The live service graveyard is starting to overflow, so former World of Warcraft designer Chris Kaleiki is taking an unconventional approach to his new studio Notorious‘ debut game: hope for a smaller playerbase.
“It will be more of a meager, smaller start, which is actually kind of what we want,” Kaleiki tells GamesRadar+ in an interview. “We don’t want it to be insane, too many players playing it, because we need to grow, and learn, and adapt, and build out the foundations as we go to accommodate more players over time.”
When it releases in Steam early access next week, Kaleiki’s online PvPvE role-playing game Legacy: Steel & Sorcery should appeal to fans of classic, ogres-and-goblins fantasy, as well as masochists, on behalf of its co-op survival and extraction elements. That’s to say, several genre markers later, that Legacy’s initial appeal might be a bit niche, especially with the world PvP focus.
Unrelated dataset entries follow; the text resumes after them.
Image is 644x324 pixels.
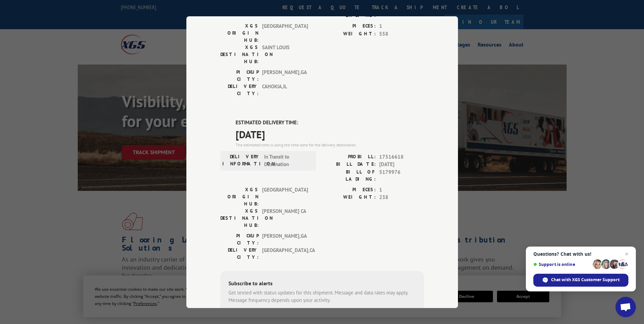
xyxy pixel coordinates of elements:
span: 5179976 [379,5,424,19]
span: [DATE] [379,161,424,168]
span: SAINT LOUIS [262,44,308,65]
label: XGS DESTINATION HUB: [220,44,259,65]
label: BILL OF LADING: [322,168,376,182]
label: XGS DESTINATION HUB: [220,207,259,228]
label: DELIVERY CITY: [220,246,259,261]
span: 558 [379,30,424,38]
span: [PERSON_NAME] , GA [262,68,308,83]
label: ESTIMATED DELIVERY TIME: [235,119,424,127]
label: PICKUP CITY: [220,232,259,246]
label: DELIVERY CITY: [220,83,259,97]
label: DELIVERY INFORMATION: [222,153,261,168]
span: 1 [379,186,424,194]
label: PIECES: [322,186,376,194]
span: [GEOGRAPHIC_DATA] , CA [262,246,308,261]
label: BILL OF LADING: [322,5,376,19]
span: Chat with XGS Customer Support [551,277,619,283]
label: WEIGHT: [322,30,376,38]
span: [GEOGRAPHIC_DATA] [262,22,308,44]
span: Questions? Chat with us! [533,251,628,257]
label: BILL DATE: [322,161,376,168]
label: XGS ORIGIN HUB: [220,22,259,44]
span: 5179976 [379,168,424,182]
label: PICKUP CITY: [220,68,259,83]
div: Get texted with status updates for this shipment. Message and data rates may apply. Message frequ... [228,289,416,304]
a: Open chat [616,297,636,317]
div: Subscribe to alerts [228,279,416,289]
label: WEIGHT: [322,194,376,201]
label: XGS ORIGIN HUB: [220,186,259,207]
span: Chat with XGS Customer Support [533,273,628,287]
div: The estimated time is using the time zone for the delivery destination. [235,142,424,147]
span: 238 [379,194,424,201]
span: [PERSON_NAME] , GA [262,232,308,246]
span: [DATE] [235,127,424,142]
label: PIECES: [322,22,376,30]
span: 17516618 [379,153,424,161]
span: [PERSON_NAME] CA [262,207,308,228]
span: Support is online [533,262,590,267]
span: [GEOGRAPHIC_DATA] [262,186,308,207]
span: 1 [379,22,424,30]
span: In Transit to Destination [264,153,310,168]
span: CAHOKIA , IL [262,83,308,97]
label: PROBILL: [322,153,376,161]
“I think you’ve got to do this iterative crawl, walk, run strategy,” Kaleiki tells us. “That is what our internal strategy is, rather than just go full-on sprint at the beginning.”
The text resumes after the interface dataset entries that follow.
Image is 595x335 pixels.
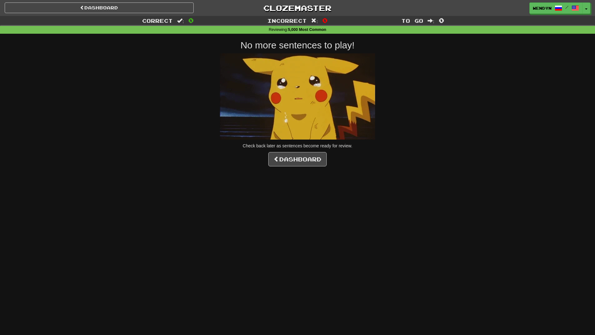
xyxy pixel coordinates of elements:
[427,18,434,23] span: :
[533,5,551,11] span: WendyN
[288,27,326,32] strong: 5,000 Most Common
[203,2,392,13] a: Clozemaster
[5,2,194,13] a: Dashboard
[529,2,582,14] a: WendyN /
[142,17,173,24] span: Correct
[188,17,194,24] span: 0
[267,17,307,24] span: Incorrect
[120,143,476,149] p: Check back later as sentences become ready for review.
[311,18,318,23] span: :
[565,5,568,9] span: /
[401,17,423,24] span: To go
[220,53,375,140] img: sad-pikachu.gif
[268,152,327,166] a: Dashboard
[322,17,328,24] span: 0
[177,18,184,23] span: :
[439,17,444,24] span: 0
[120,40,476,50] h2: No more sentences to play!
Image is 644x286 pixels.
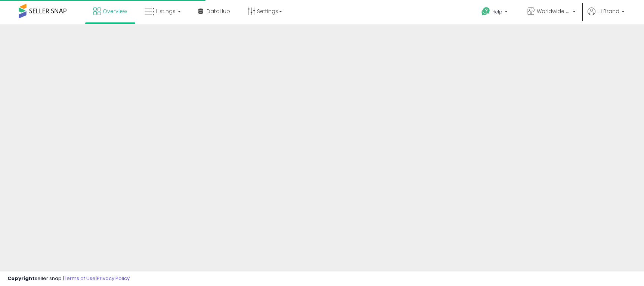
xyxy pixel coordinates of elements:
i: Get Help [481,7,490,16]
a: Hi Brand [588,7,625,24]
strong: Copyright [7,275,35,281]
span: Help [492,9,502,15]
span: Overview [103,7,127,15]
a: Help [476,1,515,24]
span: Listings [156,7,175,15]
a: Privacy Policy [97,275,130,281]
span: Hi Brand [597,7,620,15]
div: seller snap | | [7,275,130,282]
a: Terms of Use [64,275,96,281]
span: Worldwide Nutrition [537,7,570,15]
span: DataHub [206,7,230,15]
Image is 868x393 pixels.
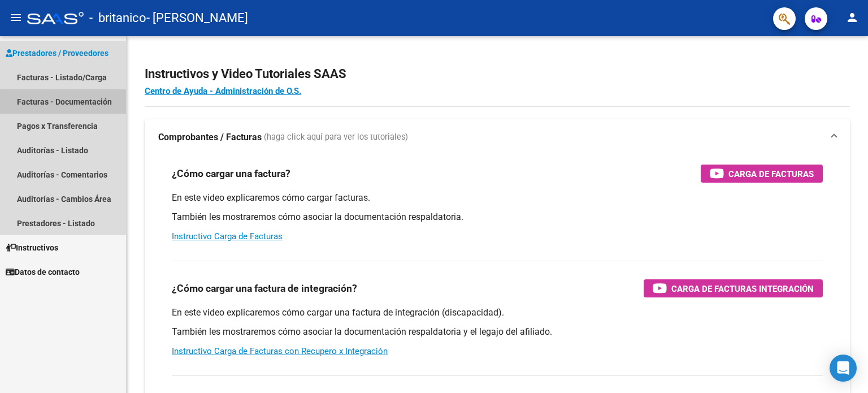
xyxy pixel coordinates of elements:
[172,166,290,182] h3: ¿Cómo cargar una factura?
[144,119,850,156] mat-expansion-panel-header: Comprobantes / Facturas (haga click aquí para ver los tutoriales)
[144,63,850,85] h2: Instructivos y Video Tutoriales SAAS
[172,211,823,223] p: También les mostraremos cómo asociar la documentación respaldatoria.
[644,279,823,297] button: Carga de Facturas Integración
[172,306,823,319] p: En este video explicaremos cómo cargar una factura de integración (discapacidad).
[701,164,823,182] button: Carga de Facturas
[172,346,388,357] a: Instructivo Carga de Facturas con Recupero x Integración
[172,191,823,204] p: En este video explicaremos cómo cargar facturas.
[728,167,814,181] span: Carga de Facturas
[845,11,859,24] mat-icon: person
[172,326,823,338] p: También les mostraremos cómo asociar la documentación respaldatoria y el legajo del afiliado.
[671,282,814,296] span: Carga de Facturas Integración
[9,11,23,24] mat-icon: menu
[829,354,856,381] div: Open Intercom Messenger
[158,131,261,144] strong: Comprobantes / Facturas
[144,86,301,96] a: Centro de Ayuda - Administración de O.S.
[6,266,80,278] span: Datos de contacto
[6,47,109,59] span: Prestadores / Proveedores
[6,242,58,254] span: Instructivos
[89,6,147,30] span: - britanico
[172,231,283,242] a: Instructivo Carga de Facturas
[264,131,408,144] span: (haga click aquí para ver los tutoriales)
[147,6,248,30] span: - [PERSON_NAME]
[172,280,357,296] h3: ¿Cómo cargar una factura de integración?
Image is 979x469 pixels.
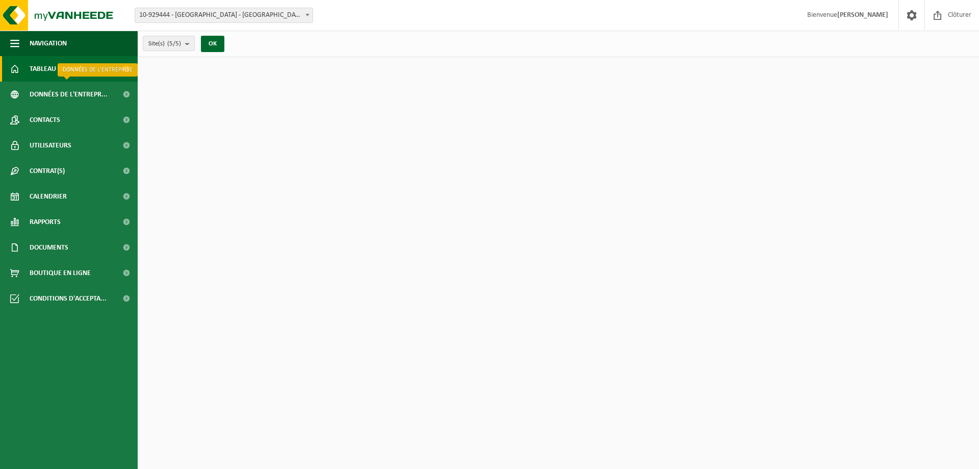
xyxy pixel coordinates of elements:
[30,235,68,260] span: Documents
[30,133,71,158] span: Utilisateurs
[135,8,313,22] span: 10-929444 - VILLE DE BRUXELLES - BRUXELLES
[30,286,107,311] span: Conditions d'accepta...
[30,82,108,107] span: Données de l'entrepr...
[30,56,85,82] span: Tableau de bord
[201,36,224,52] button: OK
[135,8,313,23] span: 10-929444 - VILLE DE BRUXELLES - BRUXELLES
[30,107,60,133] span: Contacts
[837,11,888,19] strong: [PERSON_NAME]
[148,36,181,51] span: Site(s)
[167,40,181,47] count: (5/5)
[143,36,195,51] button: Site(s)(5/5)
[30,31,67,56] span: Navigation
[30,209,61,235] span: Rapports
[30,158,65,184] span: Contrat(s)
[30,260,91,286] span: Boutique en ligne
[30,184,67,209] span: Calendrier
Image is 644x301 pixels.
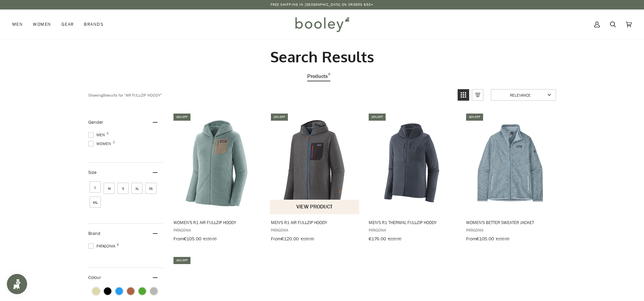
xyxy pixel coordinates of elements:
span: Brands [84,21,104,28]
div: 30% off [173,114,190,121]
span: Size: XXL [90,197,101,208]
span: €176.00 [368,236,385,242]
div: 30% off [173,257,190,264]
span: Size: XL [132,183,142,194]
span: Brand [88,231,101,237]
p: Free Shipping in [GEOGRAPHIC_DATA] on Orders €50+ [271,2,374,8]
span: Size: L [90,182,101,193]
a: Brands [79,9,108,39]
span: €220.00 [388,236,401,242]
a: View Products Tab [307,72,331,81]
div: Showing results for " " [88,89,453,101]
span: Patagonia [466,227,554,233]
span: Men's R1 Thermal Full-Zip Hoody [368,220,456,226]
img: Patagonia Men's R1 Air Full-Zip Hoody Forge Grey - Booley Galway [270,118,360,208]
span: Size [88,169,97,176]
span: Patagonia [271,227,359,233]
a: Men [12,9,28,39]
span: Colour: Beige [92,288,100,296]
span: Size: XS [146,183,156,194]
span: Men [88,132,107,139]
span: Relevance [495,92,545,97]
span: Women [33,21,51,28]
a: View list mode [472,89,484,101]
span: Women's Better Sweater Jacket [466,220,554,226]
a: Women [28,9,56,39]
span: Patagonia [88,243,117,249]
a: Sort options [491,89,556,101]
span: 3 [113,141,115,144]
span: Size: M [104,183,115,194]
span: Gear [61,21,74,28]
div: 20% off [368,114,385,121]
h2: Search Results [88,47,556,67]
span: Women [88,141,113,147]
button: View product [270,200,359,214]
span: Men's R1 Air Full-Zip Hoody [271,220,359,226]
span: Men [12,21,22,28]
img: Patagonia Women's Better Sweater Jacket Fleck Blue - Booley Galway [465,118,555,208]
span: From [271,236,281,242]
span: €105.00 [183,236,201,242]
div: 30% off [466,114,483,121]
span: Colour: Grey [150,288,158,296]
b: 8 [103,92,105,97]
a: Men's R1 Air Full-Zip Hoody [270,113,360,245]
span: Colour: Brown [127,288,135,296]
span: Colour: Black [104,288,111,296]
a: Gear [57,9,79,39]
a: Men's R1 Thermal Full-Zip Hoody [368,113,457,245]
a: Women's R1 Air Full-Zip Hoody [172,113,262,245]
span: From [173,236,183,242]
img: Booley [293,15,351,34]
img: Patagonia Men's R1 Thermal Full-Zip Hoody Smolder Blue - Booley Galway [368,118,457,208]
span: Colour [88,275,106,281]
span: Patagonia [173,227,261,233]
span: €120.00 [281,236,299,242]
div: 20% off [271,114,288,121]
span: 8 [328,72,331,80]
span: Women's R1 Air Full-Zip Hoody [173,220,261,226]
span: Patagonia [368,227,456,233]
a: Women's Better Sweater Jacket [465,113,555,245]
span: €150.00 [496,236,509,242]
span: €105.00 [476,236,494,242]
span: Size: S [118,183,128,194]
a: View grid mode [457,89,469,101]
span: 8 [117,243,119,247]
span: 5 [107,132,108,135]
span: €150.00 [203,236,216,242]
span: Colour: Blue [115,288,123,296]
span: Gender [88,119,103,125]
iframe: Button to open loyalty program pop-up [7,274,27,295]
span: From [466,236,476,242]
span: €150.00 [301,236,314,242]
span: Colour: Green [139,288,146,296]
But it’s also true that “live service has been challenging,” Kaleiki continues. “It’s sort of saturated with so many different other live service games out there. To try to make a competitor to, say, Call of Duty or World of Warcraft […] is really hard because those studios have what I call a moat protecting themselves. […] How are you going to compete with that? Not to say it’s impossible, but it’s really hard to do.”
More reasonable, then, is to set humble expectations and not plan for an unprecedented breakout hit like Marvel Rivals or Helldivers 2.
“I think for a startup, for a newer studio, for an indie,” Kaleiki says, “trying to compete with a AAA, AAAA kind of game is going to be incredibly hard. I think it’s better to do something like what we’re doing, which is more of a AA space.”